Confronting the National in the Musical Past

Regular price €192.20
Quantity:
Ships in 10-20 days
Delivery/Collection within 10-20 working days
Shipping & Delivery
aesthetics
alexander
Auferstanden Aus Ruinen
austro
Austro German Musical
Beethoven Cantata
Category=AB
Category=AVLA
Chopin
Christina Linsenmeyer
cosmopolitan
cosmopolitanism
cosmopolitanism studies
critique of national narratives in music
cultural transfer
Derek B. Scott
Diario De Madrid
Eisler's Music
Eisler’s Music
Electroacoustic Music
Elektronische Musik
eq_art-fashion-photography
eq_bestseller
eq_isMigrated=1
eq_isMigrated=2
eq_music
eq_nobargain
eq_non-fiction
Finnish Musicology
Florian Scheding
French Musical Life
French Nationalism
French Violins
Gaudeamus Igitur
german
Halim El Dabh
identity in musicology
imperial
Imperial Alexander University
James Andean
Kevin C. Karnes
Markus Mantere
music historiography
Musik Und Gesellschaft
National Library
National Phonography
Nineteenth Century Musicians
Postwar USA
Rachel Orzech
reception theory music
rooted
Rutger Helmers
Shay Loya
Sibelius's Music
Sibelius’s Music
Solo Piano Version
St Petersburg Conservatory
Teresa Cascudo
Tom Western
Tomi Makela
transnational musical practices
university
Vice Versa
western
Zeitschrift Der Internationalen Musikgesellschaft

Product details

  • ISBN 9781138287426
  • Weight: 453g
  • Dimensions: 156 x 234mm
  • Publication Date: 20 Apr 2018
  • Publisher: Taylor & Francis Ltd
  • Publication City/Country: GB
  • Product Form: Hardback
Secure checkout Fast Shipping Easy returns

This significant volume moves music-historical research in the direction of deconstructing the national grand narratives in music history, of challenging the national paradigm in methodology, and thinking anew about cultural traffic, cultural transfer and cosmopolitanism in the musical past.

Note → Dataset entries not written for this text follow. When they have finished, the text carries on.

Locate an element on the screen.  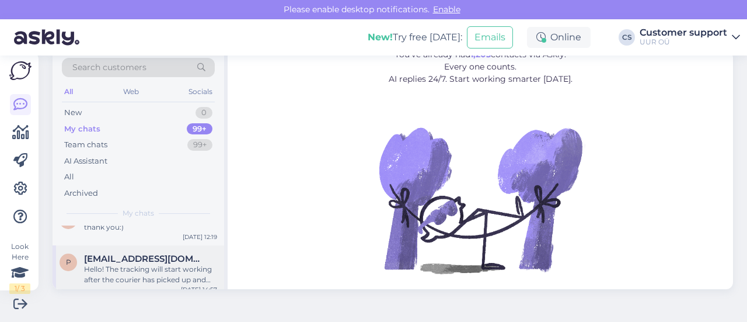
div: 1 / 3 is located at coordinates (20, 288).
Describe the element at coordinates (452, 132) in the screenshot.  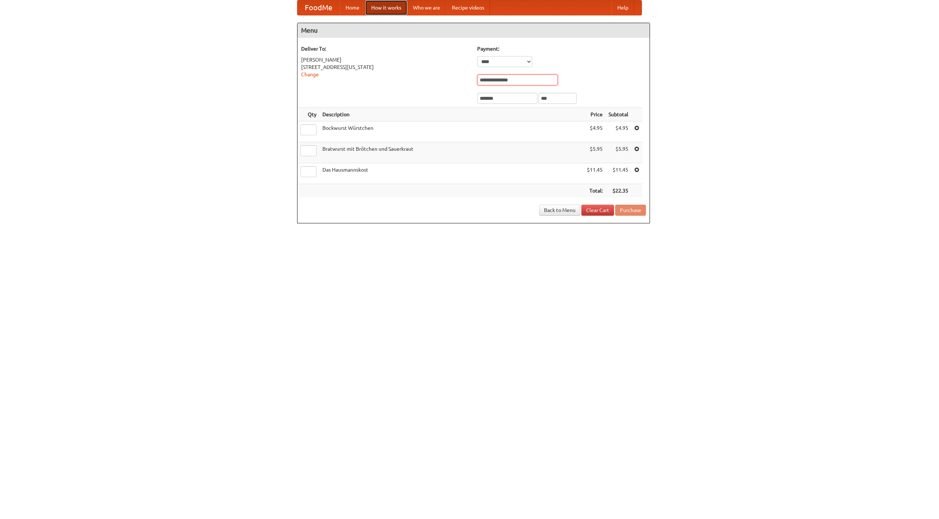
I see `td: Bockwurst Würstchen` at that location.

The chapters of this book confront, or subject to some kind of critique, assumptions about the importance of the national in the musical past. The emphasis, therefore, is not so much on how national culture has been constructed, or how national cultural institutions have influenced musical production, but, rather, on the way the national has been challenged by musical practices or audience reception.

Elaine Kelly is a senior lecturer in Music at the University of Edinburgh. Her work focuses on the intersections between music, culture, politics, and intellectual history in nineteenth and twentieth-century Germany, with a particular focus on the German Democratic Republic. She is author of Composing the Canon in the German Democratic Republic: Narratives of Nineteenth-Century Music (OUP, 2014), editor together with Amy Wlodarski of Art Outside the Lines: New Perspectives on GDR Art Culture (Rodopi, 2011), and has published her work in venues such as the Journal of the American Musicological Society, Opera Quarterly, Nineteenth-Century Music, Kritika, and Music & Letters.

Markus Mantere is a lecturer of musicology at Sibelius Academy, Helsinki, Finland. His special areas are music history, musical performance studies, and T.W. Adorno’s music philosophy. Mantere’s most recent work is focused on the intellectual and social history of musicology in Finland. He is the author of The Gould Variations: Technology, Philosophy and Criticism in Glenn Gould’s Musical Thought and Practice (Peter Lang 2012) and editor together with Vesa Kurkela of Critical Music Historiography: Probing Canons, Ideologies and Institutions (Ashgate 2015). Mantere is the Chair of the Finnish Society of Musicology since 2014.

Derek B. Scott is Professor of Critical Musicology at the University of Leeds. His research field is music, cultural history, and ideology, and his books include Sounds of the Metropolis: The 19th-Century Popular Music Revolution in London, New York, Paris, and Vienna (2008), and Musical Style and Social Meaning (2010). He was the General Editor of Ashgate’s Popular and Folk Music Series for fifteen years, overseeing the publication of more than 100 books between 2000 and 2015. His present research is funded by a European Research Council advanced grant, and focuses on the reception in London and New York of operettas from the German stage, 1907–1938.